Gilgo Beach killings suspect Rex Heuermann is set to appear in a New York court on Wednesday for a hearing in his case where he has pleaded not guilty to murder in the deaths of three women more than a decade ago.
The discovery of the women's remains near each other in December 2010 on a Long Island beach, and the killings of other people in the area, brought nationwide attention and prompted the search for a possible serial killer.
Heuermann, a 59-year-old architectural consultant from Massapequa Park, was arrested two months ago and is charged with three counts of first-degree murder in connection with the deaths of Melissa Barthelemy in 2009 and Megan Waterman and Amber Costello in 2010, according to Suffolk County prosecutors.
He has pleaded not guilty through his attorney.
Heuermann is expected to attend Wednesday morning's status hearing, where prosecutors and defense attorneys can discuss evidence disclosure and provide other updates.
Last month, a Suffolk County judge sided with prosecutors and ruled Heuermann must provide a sample of DNA taken from his inner cheek.

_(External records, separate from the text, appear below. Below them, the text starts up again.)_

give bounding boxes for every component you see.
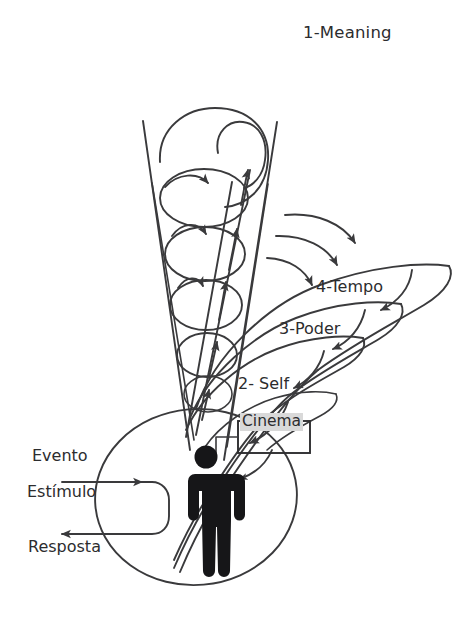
diagram-canvas: 1-Meaning 4-Tempo 3-Poder 2- Self Cinema… — [0, 0, 474, 636]
funnel-axis-lines — [186, 170, 250, 437]
funnel-down-arrows — [165, 176, 208, 288]
sweep-arrows-top — [267, 215, 355, 285]
funnel-top-loop — [160, 108, 268, 207]
label-resposta: Resposta — [28, 539, 101, 555]
label-poder: 3-Poder — [279, 321, 340, 337]
label-meaning: 1-Meaning — [303, 25, 392, 42]
label-evento: Evento — [32, 448, 88, 464]
label-tempo: 4-Tempo — [316, 279, 383, 295]
label-cinema: Cinema — [240, 413, 303, 431]
person-pictogram — [188, 446, 245, 578]
label-estimulo: Estímulo — [27, 484, 96, 500]
label-self: 2- Self — [238, 376, 289, 392]
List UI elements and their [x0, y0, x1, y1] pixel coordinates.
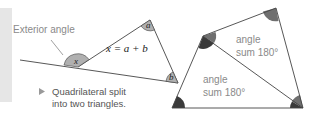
bullet-triangle-icon [39, 88, 45, 95]
lower-triangle-label-line1: angle [203, 74, 228, 85]
lower-triangle-label-line2: sum 180° [203, 87, 245, 98]
formula-label: x = a + b [105, 42, 148, 54]
caption-line-1: Quadrilateral split [52, 86, 126, 97]
angle-a-label: a [146, 20, 151, 30]
quadrilateral: angle sum 180° angle sum 180° [172, 8, 303, 108]
angle-x-label: x [73, 56, 78, 66]
exterior-angle-triangle: Exterior angle x a b x = a + b [13, 20, 178, 83]
caption-line-2: into two triangles. [52, 98, 126, 109]
angle-marker-bottomleft [172, 96, 185, 108]
upper-triangle-label-line2: sum 180° [236, 47, 278, 58]
exterior-angle-label: Exterior angle [13, 24, 75, 35]
pointer-arrow [51, 40, 63, 55]
geometry-diagram: Exterior angle x a b x = a + b Quadrilat… [0, 0, 318, 113]
angle-b-label: b [169, 72, 174, 82]
caption: Quadrilateral split into two triangles. [39, 86, 126, 109]
upper-triangle-label-line1: angle [236, 34, 261, 45]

The judge wrote "the court finds that a comparison of the defendant's sample with the evidence obtained," including a hair found on a victim he is accused of killing and "the DNA found on the pizza crust and napkin, will yield probative material evidence, whether it is inculpatory or not."
Heuermann was first identified as a potential suspect in early 2022, shortly after a multiagency task force was formed to examine cold cases involving nearly a dozen sets of human remains found along Long Island's South Shore between 2010 and 2011, including four victims buried near each other on Long Island's Gilgo Beach. Those victims were discovered within days of each other and were dubbed the "Gilgo Four."
While Heuermann is charged only with three of those killings, he is the prime suspect in the 2007 disappearance and death of the fourth woman, Maureen Brainard-Barnes, authorities have said.
A major break in the investigation came in January, when investigators recovered Heuermann's DNA from pizza crust that was thrown away in a Manhattan trash can, authorities said. That DNA matched DNA from a male hair from the bottom of a burlap sack that the killer used to wrap one of the victim's bodies, according to prosecutors.